- **WHAT NEEDS TO BE DONE**
The range to repeat runs from the line with "reading: 58.1 cm" to the last line below, both ends included; give it exactly and without pictures.

Measuring device reading data:
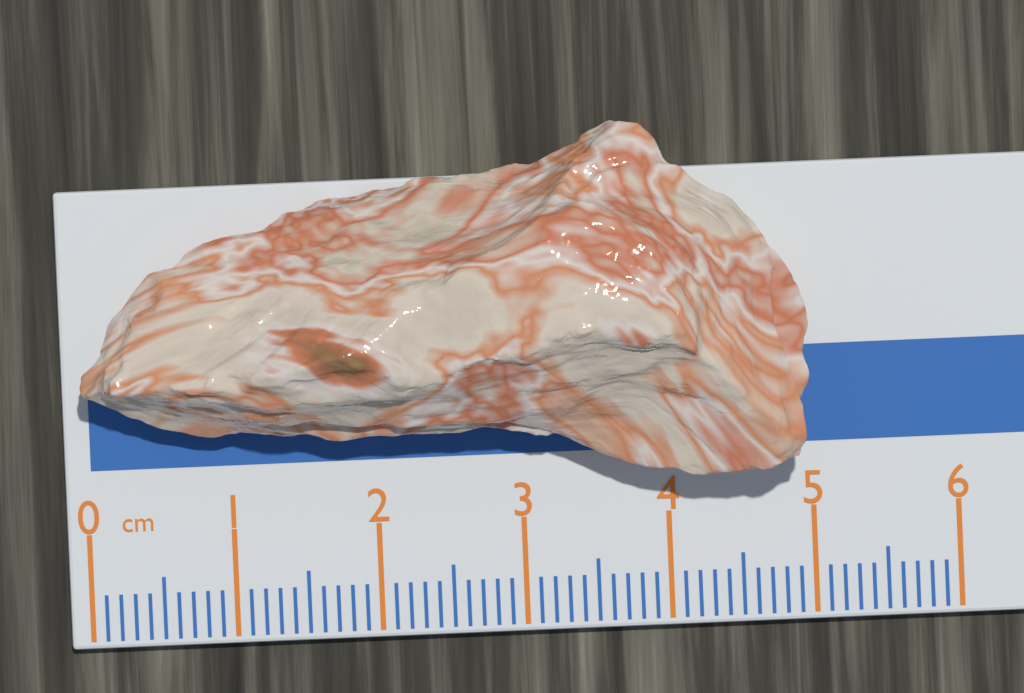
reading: 5.0 cm
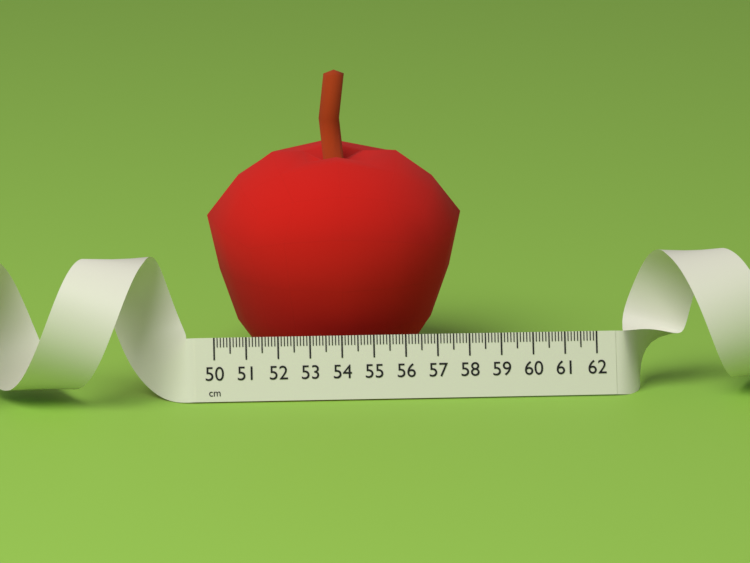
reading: 58.1 cm
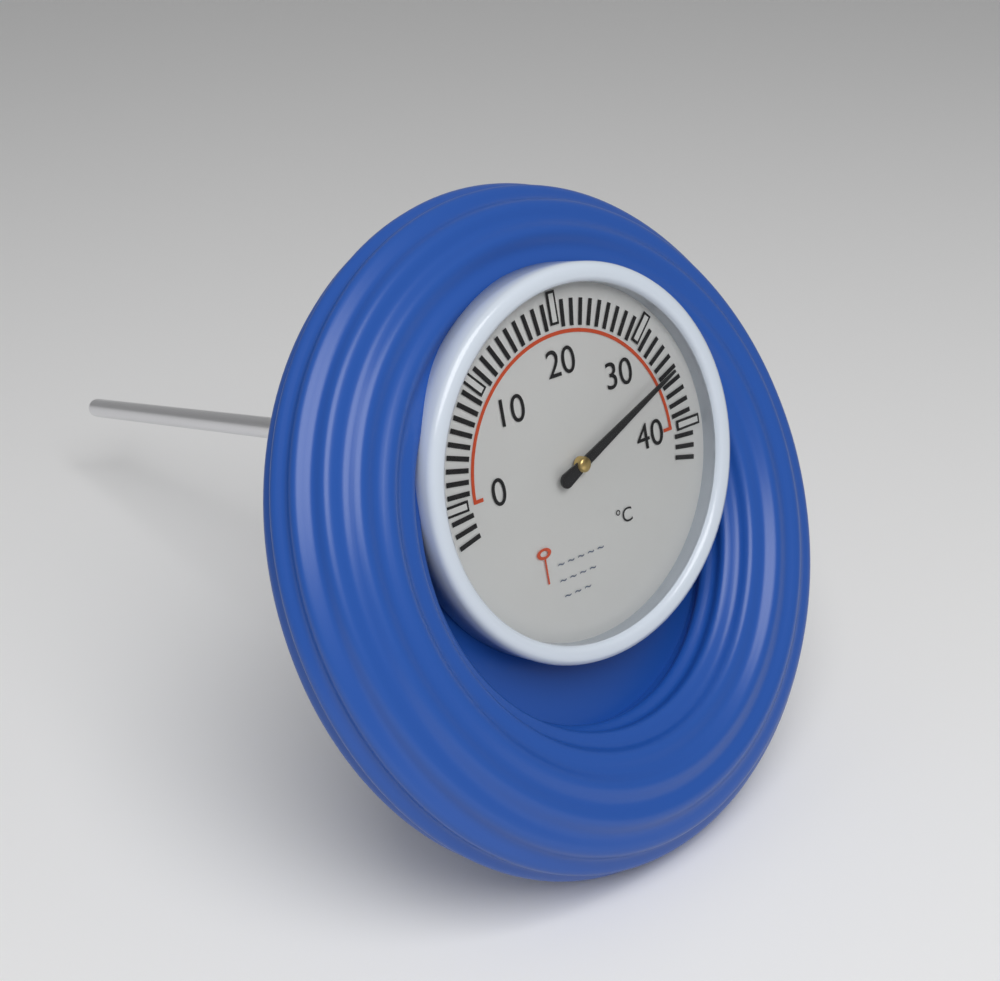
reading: 35 °C
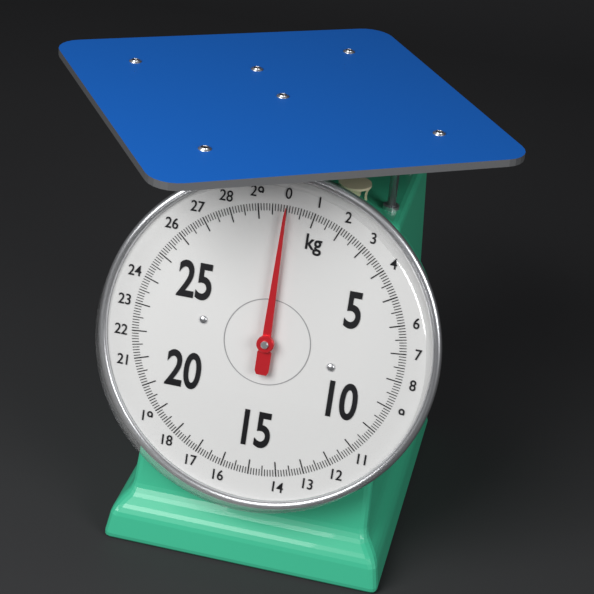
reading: 0.0 kg
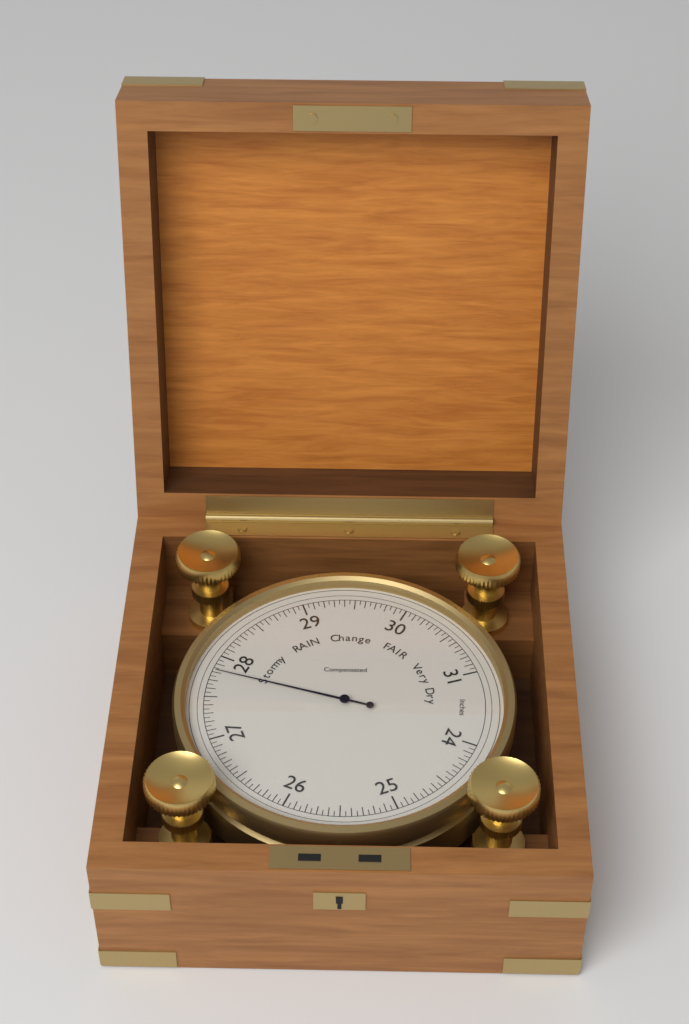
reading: 27.80 inHg
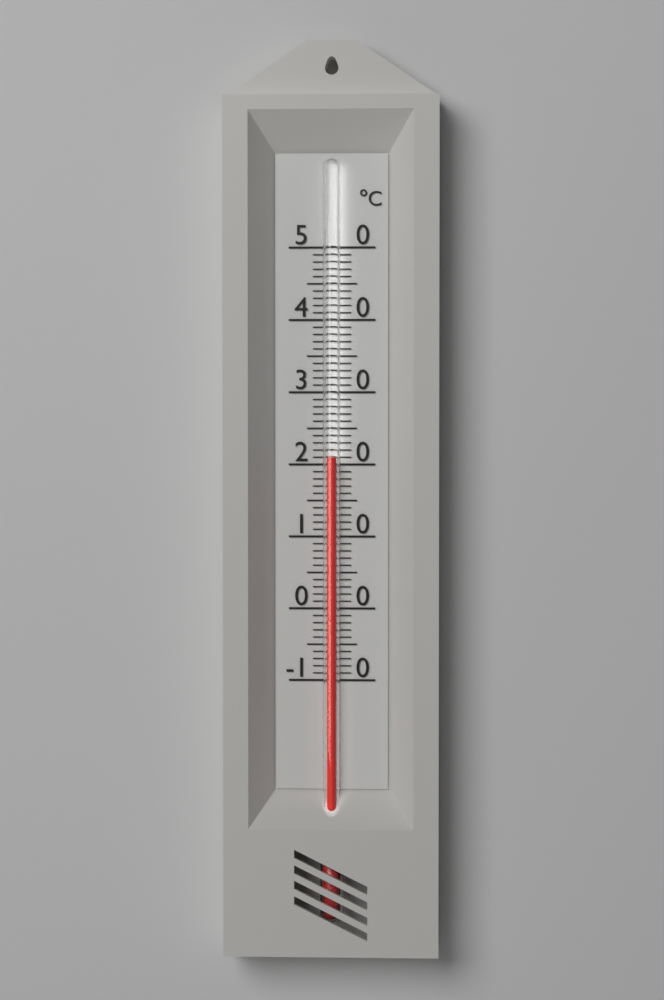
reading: 21 °C
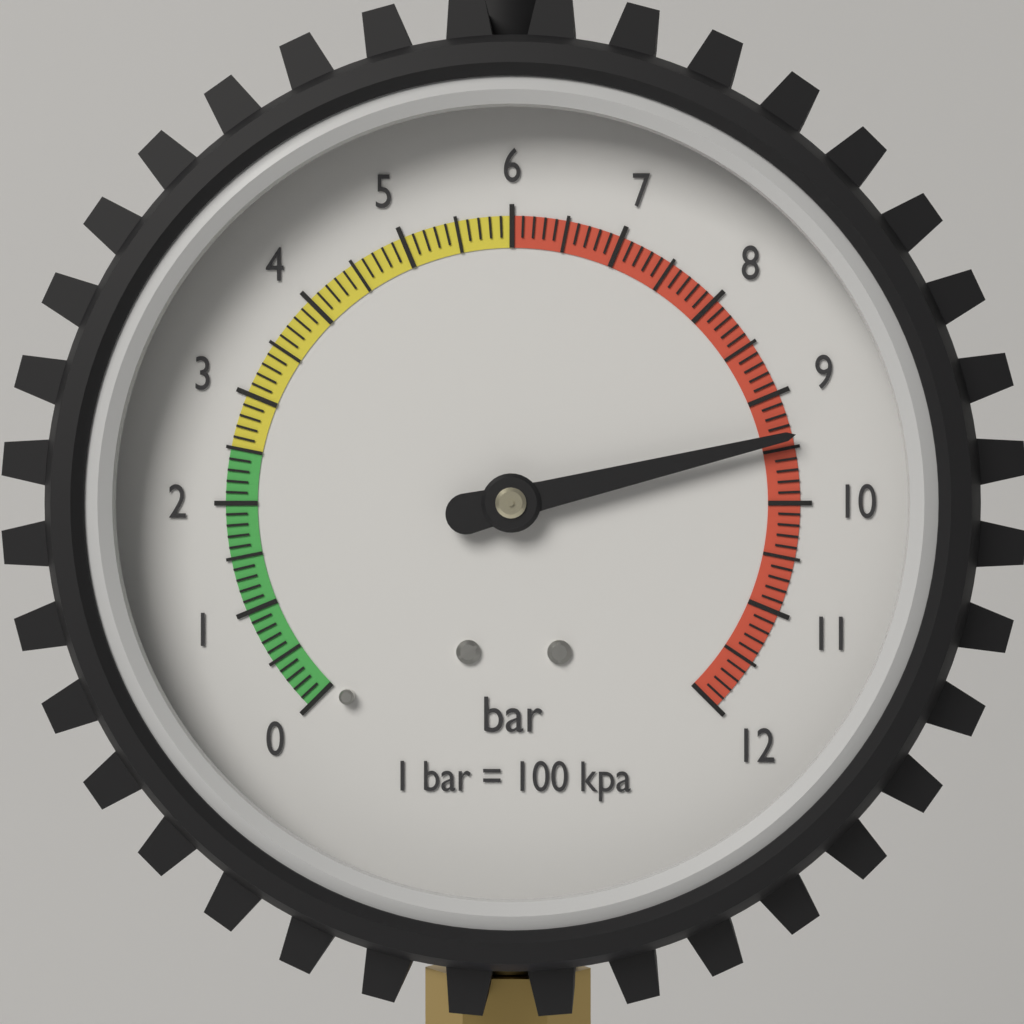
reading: 9.4 bar
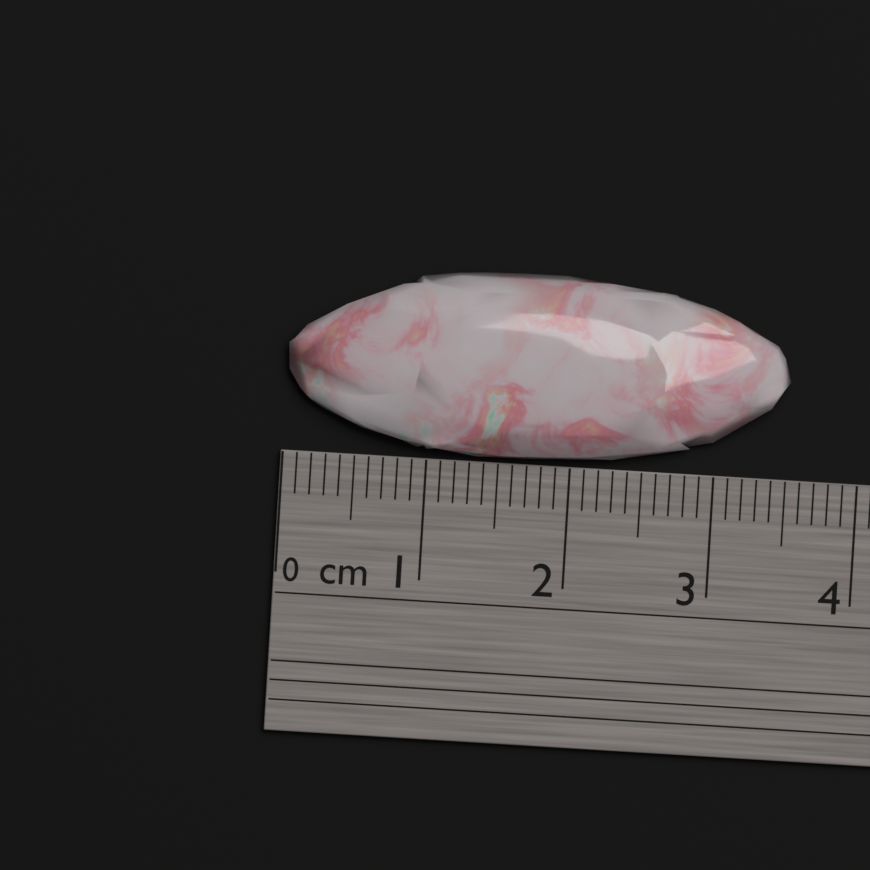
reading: 3.5 cm
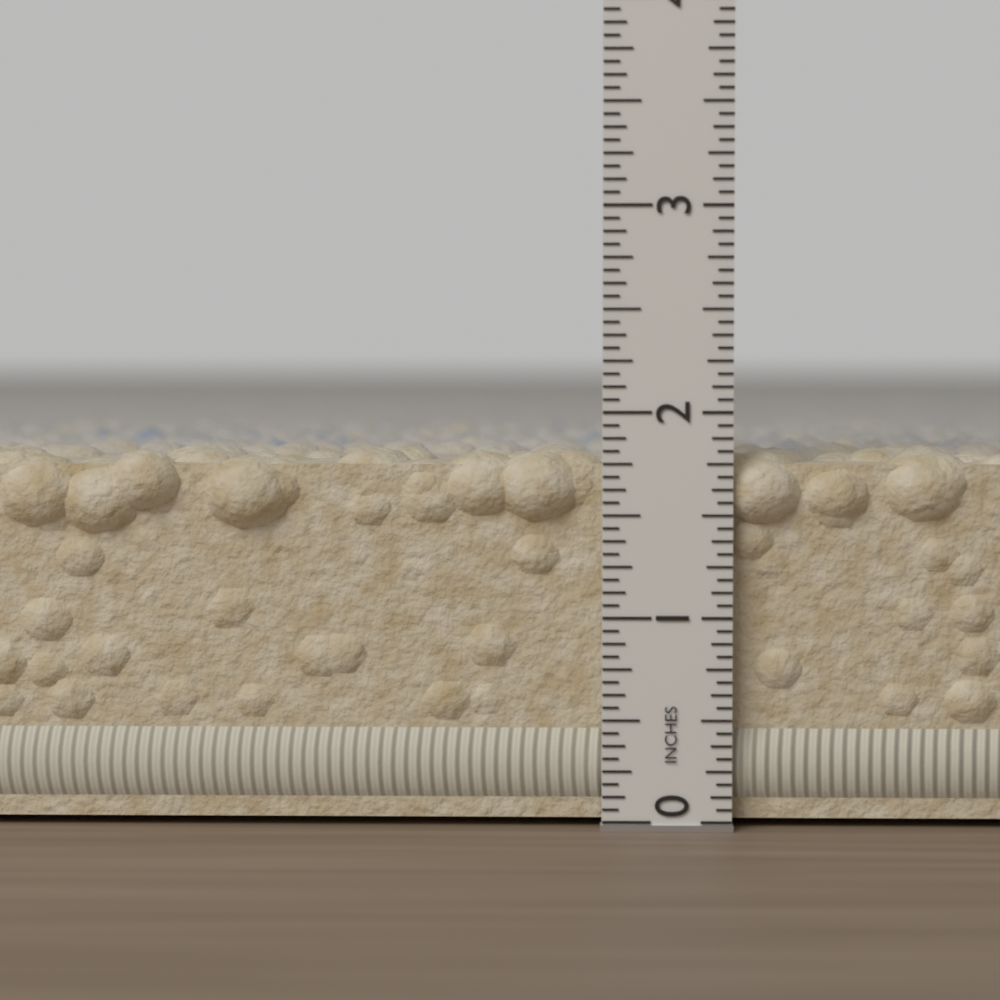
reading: 1.8125 in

- **OUTPUT FOR THIS TASK**
reading: 58.1 cm
reading: 35 °C
reading: 0.0 kg
reading: 27.80 inHg
reading: 21 °C
reading: 9.4 bar
reading: 3.5 cm
reading: 1.8125 in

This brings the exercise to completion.